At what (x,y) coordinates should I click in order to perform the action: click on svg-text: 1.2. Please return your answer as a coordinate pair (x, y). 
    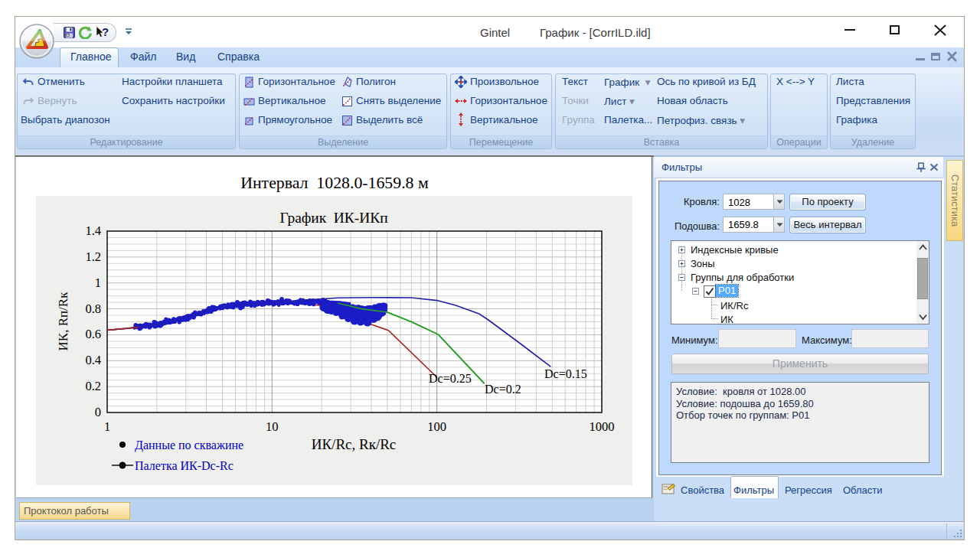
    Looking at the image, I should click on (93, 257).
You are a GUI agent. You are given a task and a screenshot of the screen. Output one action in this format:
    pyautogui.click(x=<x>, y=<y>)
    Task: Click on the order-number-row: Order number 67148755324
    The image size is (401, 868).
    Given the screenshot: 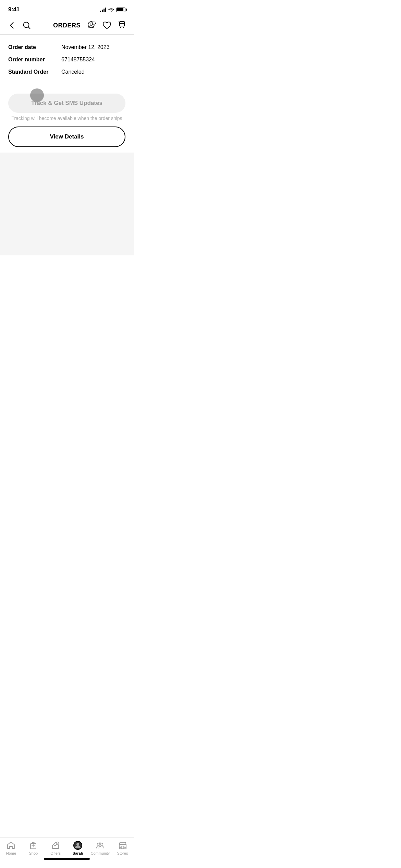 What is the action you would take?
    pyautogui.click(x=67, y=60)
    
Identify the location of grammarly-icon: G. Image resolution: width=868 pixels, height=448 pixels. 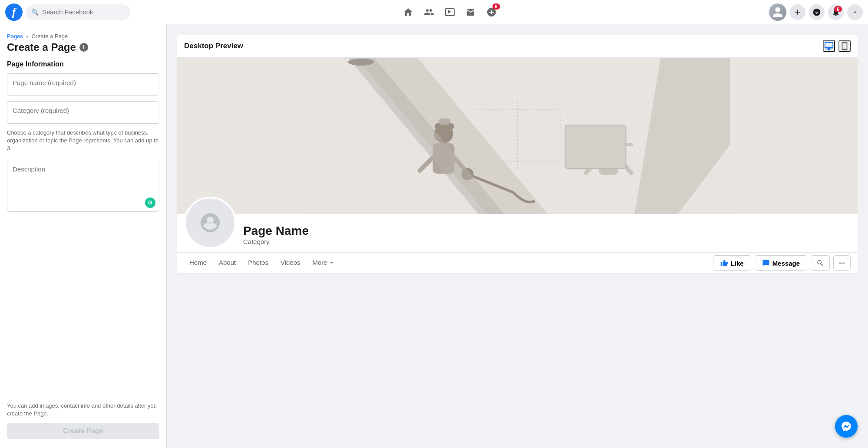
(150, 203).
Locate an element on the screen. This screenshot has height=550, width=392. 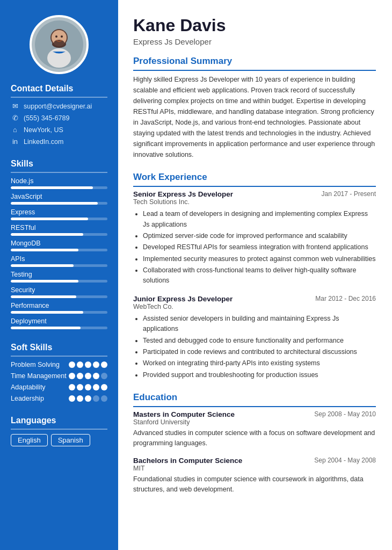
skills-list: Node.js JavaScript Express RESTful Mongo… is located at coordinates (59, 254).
...
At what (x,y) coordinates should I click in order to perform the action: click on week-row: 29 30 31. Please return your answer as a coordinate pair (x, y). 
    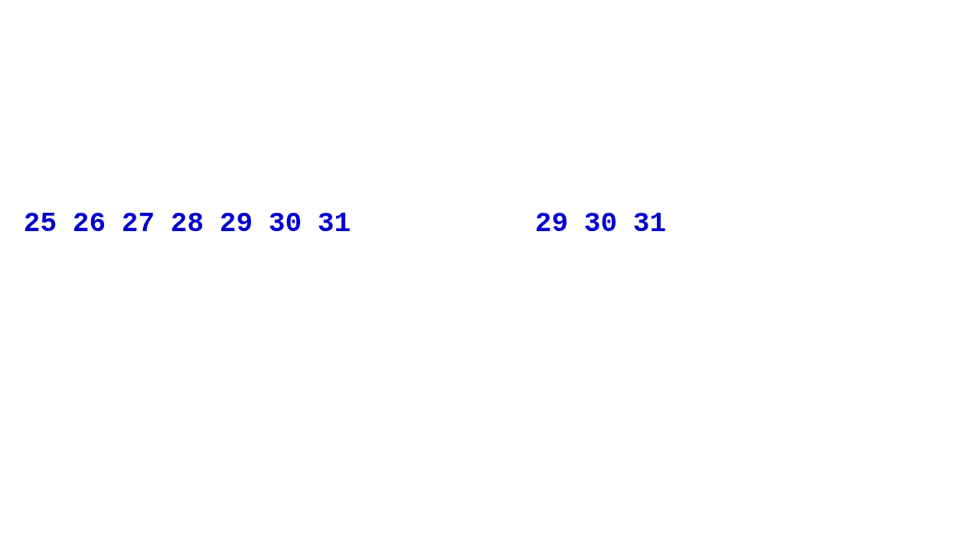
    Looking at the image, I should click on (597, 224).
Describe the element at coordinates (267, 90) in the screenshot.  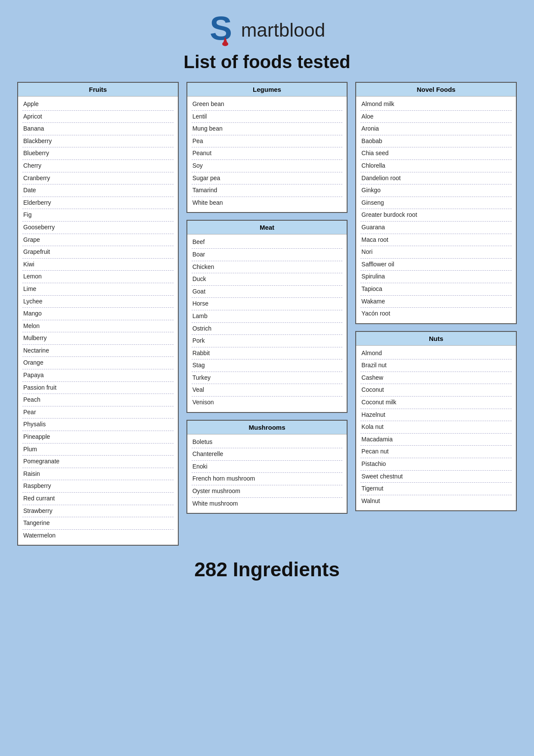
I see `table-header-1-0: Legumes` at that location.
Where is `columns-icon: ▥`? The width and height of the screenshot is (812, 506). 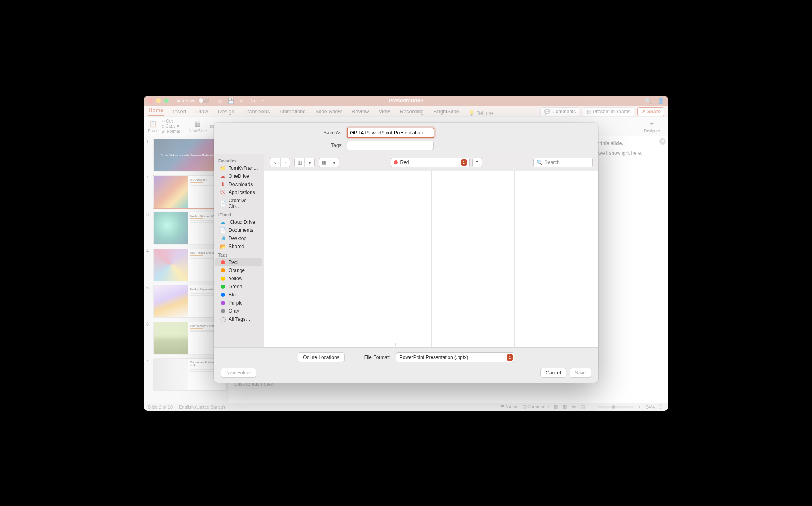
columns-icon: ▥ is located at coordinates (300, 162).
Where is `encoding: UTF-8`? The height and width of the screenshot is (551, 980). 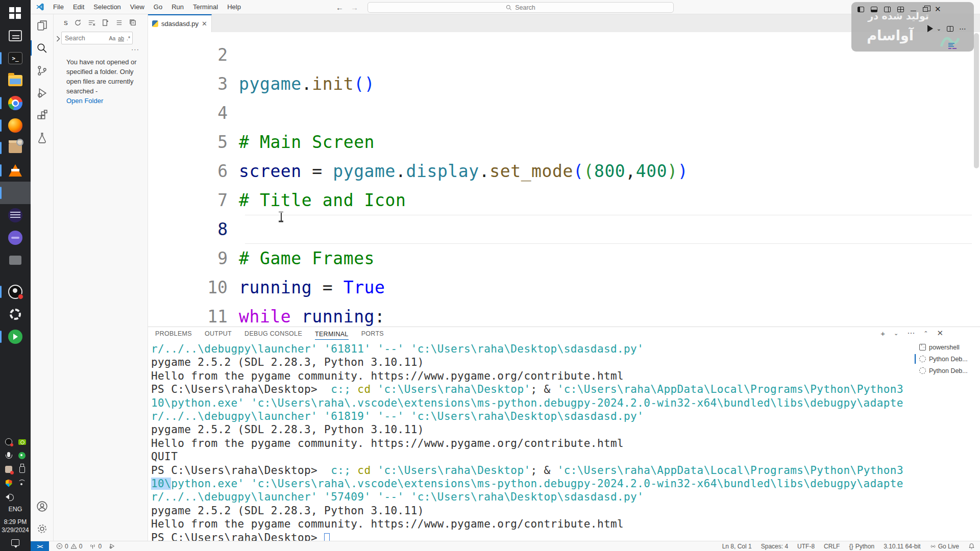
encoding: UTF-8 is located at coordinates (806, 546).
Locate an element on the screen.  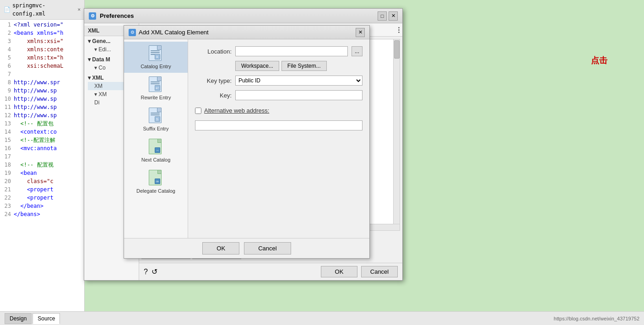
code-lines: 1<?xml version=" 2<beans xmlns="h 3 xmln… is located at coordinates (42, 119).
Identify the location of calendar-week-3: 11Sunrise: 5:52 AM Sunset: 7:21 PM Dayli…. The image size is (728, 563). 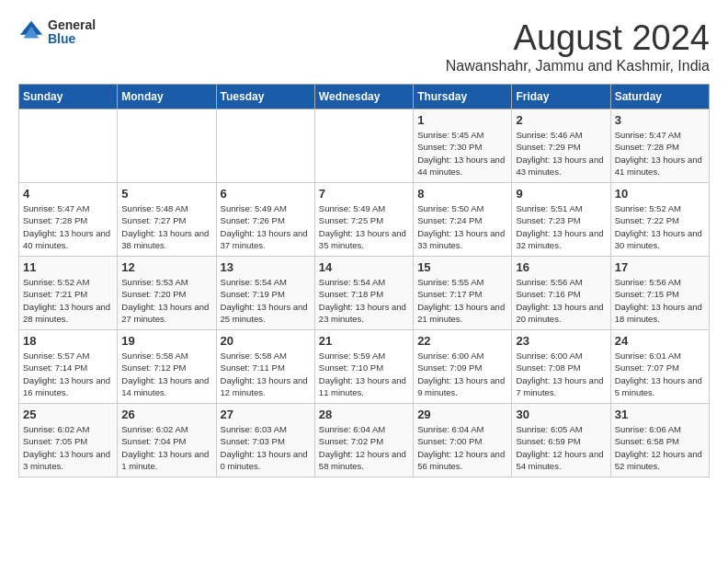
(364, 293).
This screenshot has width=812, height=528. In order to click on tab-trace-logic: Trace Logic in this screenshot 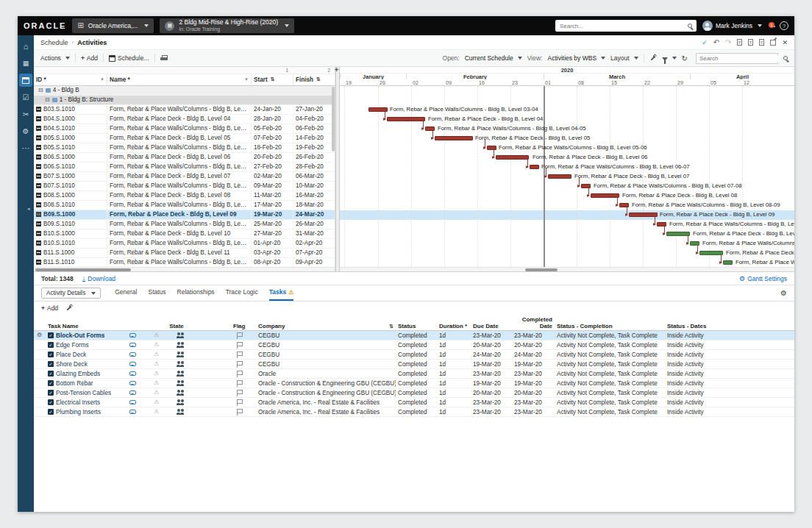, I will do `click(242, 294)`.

- [TASK DETAILS] Once the line with "on svg-text: 1.2." has been found above, output that line and every later line exactly, stopping after the line with "pyautogui.click(x=<x>, y=<y>)", and omit the pictures.

- [EXERCISE OUTPUT]
At what (x,y) coordinates should I click in order to perform the action: click on svg-text: 1.2. Please return your answer as a coordinate pair (x, y). 
    Looking at the image, I should click on (93, 257).
You are a GUI agent. You are given a task and a screenshot of the screen. Output one action in this format:
    pyautogui.click(x=<x>, y=<y>)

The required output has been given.